What would Jesus do?

Apparently, evangelicals are still waiting by the phone for their GOP convention invites. “‘People who are not part of the religious right might be alienated if they put too many conservatives as the public face of the party,’ said Merle Black, a political scientist at Emory University in Atlanta.” You think?

Law will tear us apart.

There’s talk about that Jude Law will play Ian Curtis of Joy Division in a forthcoming biopic. That’s pretty good casting (better, for example, than Ashton Kutcher as Flash Gordon), although after 24 Hour Party People I’m not sure a Curtis biopic is really necessary (but cast Paul Bettany as Bernard Sumner and we’ll be getting somewhere.) Also in the Jude department, the trailer for Mike Nichols’s Closer is now online, and it looks pretty solid, if you can buy that anyone would actually leave Natalie Portman for Julia Roberts.

Up From Theory.

The problem of theory was never the philosophy it drew on but the absence of a public forum to criticize it, expand it for intelligent adults, and correct it. The return of the linking intellectuals — adept in philosophical thought but not beholden to the academy — could restore a heritage of speaking to the public about the professors, and, more importantly, could get the professors speaking honestly and intelligibly to us.” Mark Greif, an old college friend of mine, discusses the Death of Theory in The American Prospect. Compared to most other academic disciplines, American historians seem to have side-stepped the worst excesses of echo-chamber theorizing…but it can seem a different world not all that far away.

Positively Clintonian.

Although parts of the book are dull, the memoir as a whole is a rewarding and revealing portrait of an endlessly fascinating man. Those who write histories of Clinton and his time — as many people, of course, will do — will find this memoir an essential starting point.” Also in the new Prospect (which, I know, is getting a lot of links today), Alan Brinkley takes a gander at Clinton’s My Life.

Pass it On.

“You are the heirs of one of the country’s great traditions — the progressive movement that started late in the l9th century and remade the American experience piece by piece until it peaked in the last third of the 20th century…Its aim was to keep blood pumping through the veins of democracy when others were ready to call in the mortician…While the social dislocations and meanness that galvanized progressives in the 19th century are resurgent, so is the vision of justice, fairness, and equality. That’s a powerful combination if only there are people around to fight for it. The battle to renew democracy has enormous resources to call upon – and great precedents for inspiration.”

By way of a friend of mine, Bill Moyers recounts the Progressive Story of America. The whole thing’s worth a read…and I for one think it’s great to hear the Progressives get their due. (Along the same lines, this month’s Prospect has a special report entitled “A New Progressive Era?”, with contributions from, among others, Sean Wilentz, James MacGregor Burns, and John Podesta.) Progressives take a lot of flak in the Academy, some justified (they were silent on lynching and generally really lousy on race), some not (ridiculous amounts of ink has been spilled lambasting them for being middle-class, bureaucratic, and/or unSocialist.)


### WORK TASK
Your response should contain each line of the data that includes "Staff".

EXTRACTED ENTRIES Block Start

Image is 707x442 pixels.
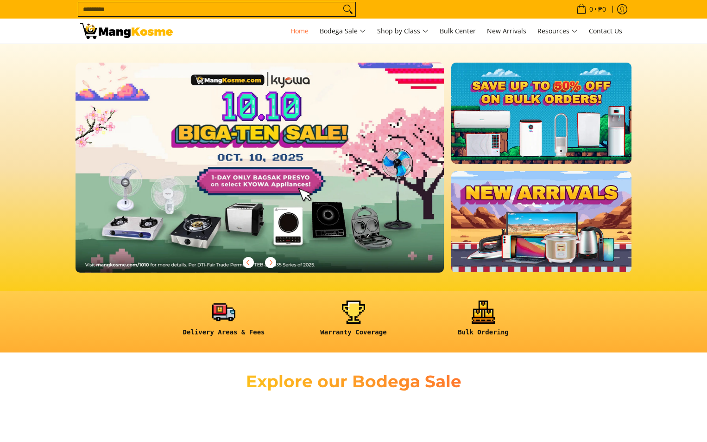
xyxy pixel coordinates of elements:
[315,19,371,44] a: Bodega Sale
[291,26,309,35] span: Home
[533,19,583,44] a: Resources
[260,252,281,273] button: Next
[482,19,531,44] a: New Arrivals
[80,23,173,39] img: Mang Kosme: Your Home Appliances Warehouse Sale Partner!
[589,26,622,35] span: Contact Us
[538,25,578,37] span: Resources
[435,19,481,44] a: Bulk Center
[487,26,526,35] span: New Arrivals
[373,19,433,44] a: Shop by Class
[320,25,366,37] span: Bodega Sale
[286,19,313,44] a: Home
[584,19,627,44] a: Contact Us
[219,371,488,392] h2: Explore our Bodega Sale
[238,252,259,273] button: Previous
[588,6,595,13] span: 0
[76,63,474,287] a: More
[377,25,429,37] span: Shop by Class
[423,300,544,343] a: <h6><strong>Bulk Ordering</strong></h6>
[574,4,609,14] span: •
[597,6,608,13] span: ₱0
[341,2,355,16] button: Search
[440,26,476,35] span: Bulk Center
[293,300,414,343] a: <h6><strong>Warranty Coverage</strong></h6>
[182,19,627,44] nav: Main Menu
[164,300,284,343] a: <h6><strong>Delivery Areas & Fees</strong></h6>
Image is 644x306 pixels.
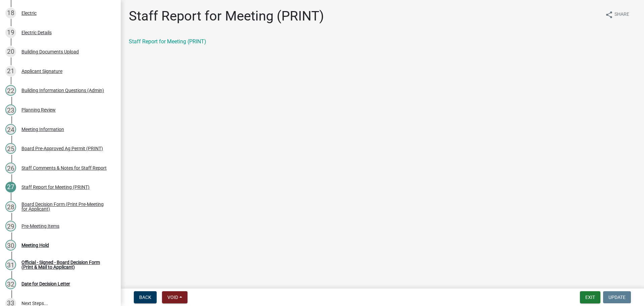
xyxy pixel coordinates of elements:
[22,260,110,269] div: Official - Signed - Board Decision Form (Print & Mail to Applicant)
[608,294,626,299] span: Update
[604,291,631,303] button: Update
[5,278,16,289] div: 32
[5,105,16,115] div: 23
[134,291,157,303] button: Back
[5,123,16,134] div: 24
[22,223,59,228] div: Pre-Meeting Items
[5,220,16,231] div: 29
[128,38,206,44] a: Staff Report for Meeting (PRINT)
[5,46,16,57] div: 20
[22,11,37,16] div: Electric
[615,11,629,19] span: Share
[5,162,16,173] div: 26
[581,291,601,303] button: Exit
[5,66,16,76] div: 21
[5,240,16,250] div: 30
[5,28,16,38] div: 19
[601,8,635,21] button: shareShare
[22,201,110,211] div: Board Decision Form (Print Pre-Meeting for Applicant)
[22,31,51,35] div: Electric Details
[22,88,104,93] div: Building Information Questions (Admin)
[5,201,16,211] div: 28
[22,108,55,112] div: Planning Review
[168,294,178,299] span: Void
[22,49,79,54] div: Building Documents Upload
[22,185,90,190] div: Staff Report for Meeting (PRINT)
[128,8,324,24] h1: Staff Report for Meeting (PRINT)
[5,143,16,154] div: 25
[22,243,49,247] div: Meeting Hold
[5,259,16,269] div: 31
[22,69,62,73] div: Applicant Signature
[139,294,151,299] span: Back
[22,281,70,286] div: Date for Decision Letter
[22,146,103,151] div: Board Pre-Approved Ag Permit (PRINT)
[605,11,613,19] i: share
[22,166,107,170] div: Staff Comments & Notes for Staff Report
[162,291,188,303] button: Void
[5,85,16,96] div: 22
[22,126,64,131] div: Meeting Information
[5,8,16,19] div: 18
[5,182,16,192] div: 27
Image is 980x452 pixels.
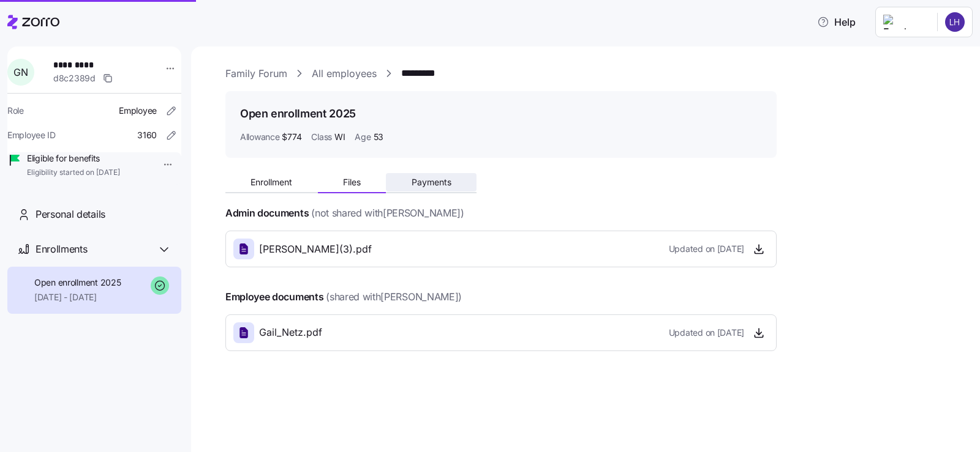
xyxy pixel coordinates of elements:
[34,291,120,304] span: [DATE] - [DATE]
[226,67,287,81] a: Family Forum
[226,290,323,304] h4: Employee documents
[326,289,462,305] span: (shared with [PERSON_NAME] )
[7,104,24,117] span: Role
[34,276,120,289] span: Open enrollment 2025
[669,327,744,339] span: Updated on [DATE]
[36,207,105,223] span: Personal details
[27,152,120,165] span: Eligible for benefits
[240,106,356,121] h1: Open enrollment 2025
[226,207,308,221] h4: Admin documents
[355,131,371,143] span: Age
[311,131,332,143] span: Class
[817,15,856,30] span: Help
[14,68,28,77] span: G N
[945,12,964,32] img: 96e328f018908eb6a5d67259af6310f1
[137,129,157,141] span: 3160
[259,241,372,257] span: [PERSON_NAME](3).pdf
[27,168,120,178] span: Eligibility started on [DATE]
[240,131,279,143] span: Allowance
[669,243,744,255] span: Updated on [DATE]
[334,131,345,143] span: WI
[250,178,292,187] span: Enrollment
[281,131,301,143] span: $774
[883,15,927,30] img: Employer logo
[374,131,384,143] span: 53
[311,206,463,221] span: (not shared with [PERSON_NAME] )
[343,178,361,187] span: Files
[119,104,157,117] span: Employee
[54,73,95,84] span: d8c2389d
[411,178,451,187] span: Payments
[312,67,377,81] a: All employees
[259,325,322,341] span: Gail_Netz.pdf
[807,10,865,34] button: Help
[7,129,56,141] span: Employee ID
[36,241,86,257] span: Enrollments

EXTRACTED ENTRIES Block End

### TASK ANSWER
[128,38,206,44] a: Staff Report for Meeting (PRINT)
[22,185,90,190] div: Staff Report for Meeting (PRINT)
[128,8,324,24] h1: Staff Report for Meeting (PRINT)
[22,166,107,170] div: Staff Comments & Notes for Staff Report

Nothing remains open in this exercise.